Re: Using getpid() often, another way? [was Re: clone() <-> getpid()bug in 2.6?]

From: Linus Torvalds
Date: Sun Jun 06 2004 - 12:20:17 EST




On Sun, 6 Jun 2004, Russell Leighton wrote:
>
> Linus said he could not imagine a program using getpid() more than a
> handful of times...

No, I said that I could not imagine using it more than a handful of times
_except_ for the cases of:

- thread identification without a native thread area
- benchmarking.

(and in both of these cases it is _wrong_ to cache the pid value)

> well, (I am ashamed to admit it) I found this getpid() bug with just
> such a program.
>
> Could someone can suggest an alternative to using getpid() for me?
> Here's the problem...
>
> I have a library that creates 2 threads using clone().

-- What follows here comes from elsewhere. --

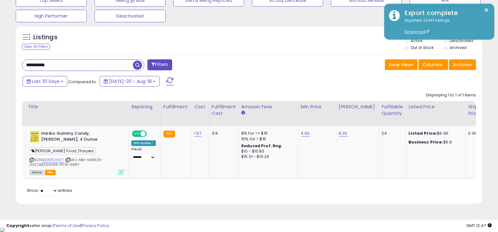 The image size is (498, 232). I want to click on small: Amazon Fees., so click(243, 113).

Your problem falls under the thread ID thing. It's fine and understandable
to use getpid() for that, although you could probably do it faster if you
are willing to use the support that modern kernels give you and that glibc
uses: the "TLS" aka Thread Local Storage support.

Thread-local storage involved having a user-mode register that points some
way to a special part of the address space. On x86, where the general
register set is very limited and stealing a general reg would thus be bad,
it uses a segment and loads the TLS pointer into a segment register
(segment registers are registers too - and since nobody sane uses them for
anything else these days, both %gs and %fs are freely usable).

> Would gettid() be any better?

You'd avoid this particular glibc bug with gettid.